Tag Archives: Technology

Japanese students invent the “girlfriend coat” for lonely geeks

Japanese students invent girlfriend coatAfter sitting around together for too long perhaps bemoaning that their love of Manga comics and general geekery had prevented them from getting girlfriends some Japanese students from the University of Tsukuba have found a solution and developed the “girlfriend coat”.

It is a coat that keeps you company and gives you the feeling that there’s always someone there for you. It hugs you and talks to you and says things to you that a real girlfriend would say such as “you said you’d call”, “I’m sorry! I’m late!” and that “really doesn’t suit you”.  Read More »

Going public on the private screen

Whilst online surveys often overstate the uptake of technology, Ipsos MediaCT’s offline Tech Tracker data tells us that just over four in ten GB adults now own a smartphone, representing an increase of roughly 30% in the last two years. The rise of the smartphone has coincided with the increased popularity, and normality, of social media usage. Arguably the two are connected, the modern mobile device being the ideal format for keeping up-to-date, and updating, as it means people are always online, even when on the move. Read More »

UK’s ‘Tech Influence 25′ of 2012 revealed

With Propeller PR’s expertise in the media and tech media space, we’ve partnered with PR software provider Cision to reveal our ‘Tech Influence 25′ list. Rory Cellan-Jones, technology correspondent for the BBC tops the list.

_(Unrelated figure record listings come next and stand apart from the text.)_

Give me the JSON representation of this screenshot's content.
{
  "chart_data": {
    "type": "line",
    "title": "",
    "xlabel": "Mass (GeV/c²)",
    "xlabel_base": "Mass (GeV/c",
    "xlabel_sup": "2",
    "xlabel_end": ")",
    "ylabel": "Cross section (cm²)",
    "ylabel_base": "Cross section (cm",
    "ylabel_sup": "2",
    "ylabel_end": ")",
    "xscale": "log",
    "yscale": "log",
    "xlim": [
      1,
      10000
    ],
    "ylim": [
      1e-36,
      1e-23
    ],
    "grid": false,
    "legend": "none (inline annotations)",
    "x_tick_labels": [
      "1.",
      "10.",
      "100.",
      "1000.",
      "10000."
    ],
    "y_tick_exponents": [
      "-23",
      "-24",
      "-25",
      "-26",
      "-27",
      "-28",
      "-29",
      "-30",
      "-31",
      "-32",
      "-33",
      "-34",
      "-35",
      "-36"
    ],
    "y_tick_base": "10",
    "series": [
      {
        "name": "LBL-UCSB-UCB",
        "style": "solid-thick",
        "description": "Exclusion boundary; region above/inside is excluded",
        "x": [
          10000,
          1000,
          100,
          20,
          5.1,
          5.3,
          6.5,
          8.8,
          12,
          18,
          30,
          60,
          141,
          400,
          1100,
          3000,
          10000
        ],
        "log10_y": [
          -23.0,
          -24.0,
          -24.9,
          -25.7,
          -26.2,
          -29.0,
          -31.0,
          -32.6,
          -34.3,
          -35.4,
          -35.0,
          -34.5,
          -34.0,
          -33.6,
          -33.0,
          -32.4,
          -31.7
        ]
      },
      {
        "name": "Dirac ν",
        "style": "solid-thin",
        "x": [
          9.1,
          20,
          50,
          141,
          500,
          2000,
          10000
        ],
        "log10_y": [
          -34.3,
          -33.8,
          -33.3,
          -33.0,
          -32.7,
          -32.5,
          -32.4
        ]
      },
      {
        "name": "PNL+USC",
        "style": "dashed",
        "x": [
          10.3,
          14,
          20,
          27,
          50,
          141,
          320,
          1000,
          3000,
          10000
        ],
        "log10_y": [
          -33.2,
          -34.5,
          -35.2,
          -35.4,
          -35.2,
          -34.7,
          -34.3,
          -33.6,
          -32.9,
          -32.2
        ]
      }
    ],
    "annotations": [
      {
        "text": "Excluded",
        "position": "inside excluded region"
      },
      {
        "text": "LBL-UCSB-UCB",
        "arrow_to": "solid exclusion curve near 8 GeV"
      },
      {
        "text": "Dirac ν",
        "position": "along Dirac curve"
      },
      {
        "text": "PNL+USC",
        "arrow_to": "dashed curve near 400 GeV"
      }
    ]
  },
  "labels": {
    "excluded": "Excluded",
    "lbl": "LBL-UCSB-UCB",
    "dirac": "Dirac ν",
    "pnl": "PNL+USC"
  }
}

He’s closely followed by Charles Arthur, technology editor for The Guardian, and Mark Prigg, science & technology editor for the Evening Standard. Read More »

Facebook’s Musical Side – Are You Listening Yet?

You may have heard the news that Facebook has partnered with more than a dozen music services, making for richer musical experiences for the social networking site’s millions of members. But are you listening yet?

The top three favourites so far are Spotify, MOG and Rdio. Other services in the mix include TuneIn Radio, iHeartRadio, Audiovroom, earbits, Deezer, SoundCloud, Rhapsody, Vevo, Jelli, Songza and Slacker, among others. All have been introduced as part of Facebook’s Open Graph approach, that aims to feed music, movies, TV, news, books, media and something called “lifestyle apps” into the social mix. All was revealed at the f8 conference back in September when Mark Zuckerberg took to the stage, alongside music darling Spotify. Read More »

The rise of the creative technologists – bridging the gap between creative and technology

Don’t you just love mad scientists? They used to be people you only saw on the telly. You know, blokes with lots of wispy, backcombed hair and eyes that looked like they were propped open with matchsticks. They had a perpetual look of wonderment and terror as if they had accidentally attached electric wires not to a Van de Graaf generator, but to their own genitalia instead.

But now every good agency has a mad inventor. Except they’re more clever than mad. And they’re not called mad scientists any more, either, but Creative Technologists (although they’re mad scientists at heart.) Read More »

When the ‘new’ can be the ‘old’ with a technology-fuelled spin

‘Why are your ears pointed, Mr Spock?’
‘To heat up butter popcorn, Captain.’

People will always be a bit interested when someone takes the very familiar, gives it a tweak, and makes you see it in a different way.

The appeal is probably due to the child-like excitement that comes when ‘What if…’ and ‘Why not!?’ prevail over sound reasons not to. It’s fun. It’s unexpected. It pushes the boundaries. It’s precarious, and there’s a bit of jeopardy involved. Throw some innovative technology into the mix and the result is an interesting trend for reinventing the familiar, using digital means. Read More »

Your Insight Wanted: Help build a B2B social media plan

Along with Kate Warwick, the founder of PR Savvy, we are developing a social media public relations plan, and workshops, to help a number of the agency’s B2B clients prepare for how they will approach this emerging medium.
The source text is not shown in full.